Introduction
Nanoid generates unique string IDs that are URL-safe, compact, and cryptographically strong. At only 118 bytes minified and brotlied with zero dependencies, it serves as a lighter and shorter alternative to UUID v4 while maintaining a comparable collision probability.
What Nanoid Does
- Generates secure random IDs using the hardware random number generator
- Produces 21-character IDs by default using a URL-safe alphabet (A-Za-z0-9_-)
- Supports custom alphabet and ID length through the customAlphabet function
- Provides a non-secure variant for performance-sensitive, non-cryptographic use cases
- Works in Node.js, browsers, Deno, Bun, and React Native environments
Architecture Overview
Nanoid reads bytes from crypto.getRandomValues (browser) or crypto.randomBytes (Node.js), then maps those bytes to a 64-character URL-safe alphabet using a bitmask-based uniform distribution algorithm. This avoids modulo bias, ensuring every character in the alphabet has equal probability.
Self-Hosting & Configuration
- Install via npm, yarn, or pnpm:
npm install nanoid - Import as ESM:
import { nanoid } from 'nanoid' - Adjust ID length:
nanoid(10)for a 10-character ID - Use
customAlphabetto define your own character set and length - For non-cryptographic contexts, import from
nanoid/non-securefor faster generation
Key Features
- 118 bytes minified and brotlied with zero dependencies
- Uses cryptographically strong random values by default
- Shorter IDs than UUID (21 vs 36 chars) with similar collision probability
- Ported to over 20 languages including Python, Go, Rust, Ruby, and Java
- Works across all major JS runtimes without polyfills
Comparison with Similar Tools
- UUID (uuid package) — 36-character output, widely recognized format; larger and not URL-safe by default
- cuid2 — collision-resistant IDs for horizontal scaling; larger output, more opinionated
- ULID — sortable 26-char IDs with timestamp prefix; not cryptographically random
- shortid — deprecated predecessor; smaller alphabet, less secure
- crypto.randomUUID() — built-in browser API; UUID v4 only, 36 characters
FAQ
Q: Is Nanoid safe for database primary keys? A: Yes. With default settings the collision probability is negligible for practical workloads; you would need to generate roughly one billion IDs per second for 34 years to reach a 1% chance of a single collision.
Q: Can I generate IDs with only lowercase letters and numbers?
A: Yes. Use customAlphabet('0123456789abcdefghijklmnopqrstuvwxyz', 12) to get 12-char lowercase alphanumeric IDs.
Q: Does Nanoid support SSR frameworks like Next.js? A: Yes. Since it uses standard crypto APIs available in both Node.js and browsers, it works seamlessly in server and client components.
Q: How does Nanoid compare to UUID v4 in collision probability? A: Nanoid uses 126 bits of randomness versus UUID v4 with 122 bits, giving Nanoid a slightly lower collision probability despite shorter output.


YOUR ASSIGNMENT: The data below is to be returned in full and exactly.

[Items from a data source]

=== Begin Enclosure ===

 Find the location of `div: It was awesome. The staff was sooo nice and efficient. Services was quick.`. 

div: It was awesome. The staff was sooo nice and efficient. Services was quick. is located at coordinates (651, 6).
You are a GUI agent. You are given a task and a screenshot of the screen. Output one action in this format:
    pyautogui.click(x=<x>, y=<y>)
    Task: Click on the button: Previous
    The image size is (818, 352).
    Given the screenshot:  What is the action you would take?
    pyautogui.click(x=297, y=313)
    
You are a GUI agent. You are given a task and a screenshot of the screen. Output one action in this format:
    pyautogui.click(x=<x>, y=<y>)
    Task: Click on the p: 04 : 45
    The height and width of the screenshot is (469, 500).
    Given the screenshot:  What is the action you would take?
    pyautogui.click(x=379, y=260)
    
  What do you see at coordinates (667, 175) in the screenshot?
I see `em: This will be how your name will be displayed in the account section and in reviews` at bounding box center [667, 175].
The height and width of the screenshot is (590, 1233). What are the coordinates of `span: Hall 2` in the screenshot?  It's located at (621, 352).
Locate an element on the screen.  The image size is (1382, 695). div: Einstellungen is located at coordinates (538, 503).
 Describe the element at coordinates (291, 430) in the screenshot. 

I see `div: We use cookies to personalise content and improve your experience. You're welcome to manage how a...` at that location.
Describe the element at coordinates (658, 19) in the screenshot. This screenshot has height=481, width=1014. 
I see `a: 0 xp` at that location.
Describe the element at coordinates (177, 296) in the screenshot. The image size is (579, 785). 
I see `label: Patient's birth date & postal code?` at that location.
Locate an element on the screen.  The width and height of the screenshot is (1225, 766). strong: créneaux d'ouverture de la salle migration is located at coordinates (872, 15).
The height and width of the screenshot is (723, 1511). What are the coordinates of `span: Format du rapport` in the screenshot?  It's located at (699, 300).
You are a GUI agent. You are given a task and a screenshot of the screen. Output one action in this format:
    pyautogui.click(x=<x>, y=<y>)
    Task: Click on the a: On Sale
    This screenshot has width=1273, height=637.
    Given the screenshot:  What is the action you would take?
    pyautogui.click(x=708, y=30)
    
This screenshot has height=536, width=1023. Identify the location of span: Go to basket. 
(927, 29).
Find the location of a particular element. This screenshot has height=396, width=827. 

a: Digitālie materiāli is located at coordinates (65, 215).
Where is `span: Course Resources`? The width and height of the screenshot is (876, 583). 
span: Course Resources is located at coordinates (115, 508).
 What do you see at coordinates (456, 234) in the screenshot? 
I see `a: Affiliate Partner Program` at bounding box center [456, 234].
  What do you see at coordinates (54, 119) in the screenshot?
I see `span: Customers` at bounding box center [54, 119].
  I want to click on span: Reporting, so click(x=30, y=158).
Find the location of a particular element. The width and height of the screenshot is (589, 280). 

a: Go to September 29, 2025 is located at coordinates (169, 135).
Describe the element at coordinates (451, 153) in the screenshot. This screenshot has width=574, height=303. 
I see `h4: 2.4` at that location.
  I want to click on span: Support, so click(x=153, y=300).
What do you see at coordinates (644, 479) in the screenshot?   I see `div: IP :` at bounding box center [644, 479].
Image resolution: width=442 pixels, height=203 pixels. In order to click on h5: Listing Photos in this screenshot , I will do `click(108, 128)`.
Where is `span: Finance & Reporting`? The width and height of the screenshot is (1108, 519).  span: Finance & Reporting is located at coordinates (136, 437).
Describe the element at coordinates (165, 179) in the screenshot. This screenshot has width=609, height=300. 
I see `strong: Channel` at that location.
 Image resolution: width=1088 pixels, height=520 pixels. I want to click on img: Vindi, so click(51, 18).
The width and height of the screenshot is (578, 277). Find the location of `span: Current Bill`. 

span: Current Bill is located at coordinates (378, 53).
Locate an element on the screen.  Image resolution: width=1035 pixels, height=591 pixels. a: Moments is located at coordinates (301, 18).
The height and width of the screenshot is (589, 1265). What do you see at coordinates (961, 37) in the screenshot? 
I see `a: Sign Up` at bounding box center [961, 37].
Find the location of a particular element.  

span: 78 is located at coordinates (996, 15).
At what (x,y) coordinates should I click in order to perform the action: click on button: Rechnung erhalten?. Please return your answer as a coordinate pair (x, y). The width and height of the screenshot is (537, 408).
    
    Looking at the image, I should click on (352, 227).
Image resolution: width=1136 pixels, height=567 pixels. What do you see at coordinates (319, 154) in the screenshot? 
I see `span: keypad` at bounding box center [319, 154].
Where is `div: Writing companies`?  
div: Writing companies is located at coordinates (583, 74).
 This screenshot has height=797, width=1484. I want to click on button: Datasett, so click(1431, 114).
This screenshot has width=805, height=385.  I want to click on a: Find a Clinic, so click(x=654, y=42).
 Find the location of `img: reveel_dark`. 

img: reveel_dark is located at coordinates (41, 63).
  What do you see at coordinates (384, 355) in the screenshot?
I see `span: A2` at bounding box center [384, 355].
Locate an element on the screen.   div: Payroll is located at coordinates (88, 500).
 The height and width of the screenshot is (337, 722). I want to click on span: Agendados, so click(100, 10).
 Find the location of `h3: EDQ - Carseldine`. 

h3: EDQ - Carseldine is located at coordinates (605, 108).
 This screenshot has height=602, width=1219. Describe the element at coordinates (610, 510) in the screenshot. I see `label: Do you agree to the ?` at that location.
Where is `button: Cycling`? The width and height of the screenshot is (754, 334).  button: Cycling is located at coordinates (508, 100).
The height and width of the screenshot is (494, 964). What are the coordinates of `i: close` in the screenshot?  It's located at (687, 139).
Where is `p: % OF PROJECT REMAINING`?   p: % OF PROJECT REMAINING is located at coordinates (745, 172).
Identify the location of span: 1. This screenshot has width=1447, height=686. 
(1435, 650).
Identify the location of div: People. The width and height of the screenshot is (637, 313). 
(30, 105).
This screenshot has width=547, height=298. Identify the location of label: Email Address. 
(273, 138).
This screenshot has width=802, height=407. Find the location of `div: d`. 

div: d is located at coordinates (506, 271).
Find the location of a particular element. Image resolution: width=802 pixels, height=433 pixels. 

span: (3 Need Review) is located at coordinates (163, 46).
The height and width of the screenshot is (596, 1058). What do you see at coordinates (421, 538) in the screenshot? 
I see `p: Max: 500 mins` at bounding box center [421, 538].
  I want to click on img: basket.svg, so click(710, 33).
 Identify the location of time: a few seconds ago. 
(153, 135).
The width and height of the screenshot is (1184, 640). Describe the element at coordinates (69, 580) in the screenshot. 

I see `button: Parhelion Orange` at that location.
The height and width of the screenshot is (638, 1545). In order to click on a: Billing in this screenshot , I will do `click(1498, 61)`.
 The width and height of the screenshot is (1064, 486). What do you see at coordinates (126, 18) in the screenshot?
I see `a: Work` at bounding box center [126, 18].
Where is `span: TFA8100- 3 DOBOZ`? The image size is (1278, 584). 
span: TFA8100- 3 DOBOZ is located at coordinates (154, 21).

=== End Enclosure ===

WRITTEN RESPONSE:
 Find the location of `div: It was awesome. The staff was sooo nice and efficient. Services was quick.`. 

div: It was awesome. The staff was sooo nice and efficient. Services was quick. is located at coordinates (651, 6).
You are a GUI agent. You are given a task and a screenshot of the screen. Output one action in this format:
    pyautogui.click(x=<x>, y=<y>)
    Task: Click on the button: Previous
    The image size is (818, 352).
    Given the screenshot:  What is the action you would take?
    pyautogui.click(x=297, y=313)
    
You are a GUI agent. You are given a task and a screenshot of the screen. Output one action in this format:
    pyautogui.click(x=<x>, y=<y>)
    Task: Click on the p: 04 : 45
    The height and width of the screenshot is (469, 500).
    Given the screenshot:  What is the action you would take?
    pyautogui.click(x=379, y=260)
    
  What do you see at coordinates (667, 175) in the screenshot?
I see `em: This will be how your name will be displayed in the account section and in reviews` at bounding box center [667, 175].
The height and width of the screenshot is (590, 1233). What are the coordinates of `span: Hall 2` in the screenshot?  It's located at (621, 352).
Locate an element on the screen.  The image size is (1382, 695). div: Einstellungen is located at coordinates (538, 503).
 Describe the element at coordinates (291, 430) in the screenshot. 

I see `div: We use cookies to personalise content and improve your experience. You're welcome to manage how a...` at that location.
Describe the element at coordinates (658, 19) in the screenshot. This screenshot has height=481, width=1014. 
I see `a: 0 xp` at that location.
Describe the element at coordinates (177, 296) in the screenshot. The image size is (579, 785). 
I see `label: Patient's birth date & postal code?` at that location.
Locate an element on the screen.  The width and height of the screenshot is (1225, 766). strong: créneaux d'ouverture de la salle migration is located at coordinates (872, 15).
The height and width of the screenshot is (723, 1511). What are the coordinates of `span: Format du rapport` in the screenshot?  It's located at (699, 300).
You are a GUI agent. You are given a task and a screenshot of the screen. Output one action in this format:
    pyautogui.click(x=<x>, y=<y>)
    Task: Click on the a: On Sale
    This screenshot has width=1273, height=637.
    Given the screenshot:  What is the action you would take?
    pyautogui.click(x=708, y=30)
    
This screenshot has height=536, width=1023. Identify the location of span: Go to basket. 
(927, 29).
Find the location of a particular element. This screenshot has height=396, width=827. 

a: Digitālie materiāli is located at coordinates (65, 215).
Where is `span: Course Resources`? The width and height of the screenshot is (876, 583). 
span: Course Resources is located at coordinates (115, 508).
 What do you see at coordinates (456, 234) in the screenshot? 
I see `a: Affiliate Partner Program` at bounding box center [456, 234].
  What do you see at coordinates (54, 119) in the screenshot?
I see `span: Customers` at bounding box center [54, 119].
  I want to click on span: Reporting, so click(x=30, y=158).
Find the location of a particular element. The width and height of the screenshot is (589, 280). 

a: Go to September 29, 2025 is located at coordinates (169, 135).
Describe the element at coordinates (451, 153) in the screenshot. This screenshot has width=574, height=303. 
I see `h4: 2.4` at that location.
  I want to click on span: Support, so click(x=153, y=300).
What do you see at coordinates (644, 479) in the screenshot?   I see `div: IP :` at bounding box center [644, 479].
Image resolution: width=442 pixels, height=203 pixels. In order to click on h5: Listing Photos in this screenshot , I will do `click(108, 128)`.
Where is `span: Finance & Reporting`? The width and height of the screenshot is (1108, 519).  span: Finance & Reporting is located at coordinates (136, 437).
Describe the element at coordinates (165, 179) in the screenshot. This screenshot has width=609, height=300. 
I see `strong: Channel` at that location.
 Image resolution: width=1088 pixels, height=520 pixels. I want to click on img: Vindi, so click(51, 18).
The width and height of the screenshot is (578, 277). Find the location of `span: Current Bill`. 

span: Current Bill is located at coordinates (378, 53).
Locate an element on the screen.  Image resolution: width=1035 pixels, height=591 pixels. a: Moments is located at coordinates (301, 18).
The height and width of the screenshot is (589, 1265). What do you see at coordinates (961, 37) in the screenshot? 
I see `a: Sign Up` at bounding box center [961, 37].
Find the location of a particular element.  

span: 78 is located at coordinates (996, 15).
At what (x,y) coordinates should I click in order to perform the action: click on button: Rechnung erhalten?. Please return your answer as a coordinate pair (x, y). The width and height of the screenshot is (537, 408).
    
    Looking at the image, I should click on (352, 227).
Image resolution: width=1136 pixels, height=567 pixels. What do you see at coordinates (319, 154) in the screenshot? 
I see `span: keypad` at bounding box center [319, 154].
Where is `div: Writing companies`?  
div: Writing companies is located at coordinates (583, 74).
 This screenshot has height=797, width=1484. I want to click on button: Datasett, so click(1431, 114).
This screenshot has width=805, height=385.  I want to click on a: Find a Clinic, so click(x=654, y=42).
 Find the location of `img: reveel_dark`. 

img: reveel_dark is located at coordinates (41, 63).
  What do you see at coordinates (384, 355) in the screenshot?
I see `span: A2` at bounding box center [384, 355].
Locate an element on the screen.   div: Payroll is located at coordinates (88, 500).
 The height and width of the screenshot is (337, 722). I want to click on span: Agendados, so click(100, 10).
 Find the location of `h3: EDQ - Carseldine`. 

h3: EDQ - Carseldine is located at coordinates (605, 108).
 This screenshot has height=602, width=1219. Describe the element at coordinates (610, 510) in the screenshot. I see `label: Do you agree to the ?` at that location.
Where is `button: Cycling`? The width and height of the screenshot is (754, 334).  button: Cycling is located at coordinates (508, 100).
The height and width of the screenshot is (494, 964). What are the coordinates of `i: close` in the screenshot?  It's located at (687, 139).
Where is `p: % OF PROJECT REMAINING`?   p: % OF PROJECT REMAINING is located at coordinates (745, 172).
Identify the location of span: 1. This screenshot has width=1447, height=686. 
(1435, 650).
Identify the location of div: People. The width and height of the screenshot is (637, 313). 
(30, 105).
This screenshot has width=547, height=298. Identify the location of label: Email Address. 
(273, 138).
This screenshot has width=802, height=407. Find the location of `div: d`. 

div: d is located at coordinates (506, 271).
Find the location of a particular element. Image resolution: width=802 pixels, height=433 pixels. 

span: (3 Need Review) is located at coordinates (163, 46).
The height and width of the screenshot is (596, 1058). What do you see at coordinates (421, 538) in the screenshot? 
I see `p: Max: 500 mins` at bounding box center [421, 538].
  I want to click on img: basket.svg, so click(710, 33).
 Identify the location of time: a few seconds ago. 
(153, 135).
The width and height of the screenshot is (1184, 640). Describe the element at coordinates (69, 580) in the screenshot. 

I see `button: Parhelion Orange` at that location.
The height and width of the screenshot is (638, 1545). In order to click on a: Billing in this screenshot , I will do `click(1498, 61)`.
 The width and height of the screenshot is (1064, 486). What do you see at coordinates (126, 18) in the screenshot?
I see `a: Work` at bounding box center [126, 18].
Where is `span: TFA8100- 3 DOBOZ`? The image size is (1278, 584). 
span: TFA8100- 3 DOBOZ is located at coordinates (154, 21).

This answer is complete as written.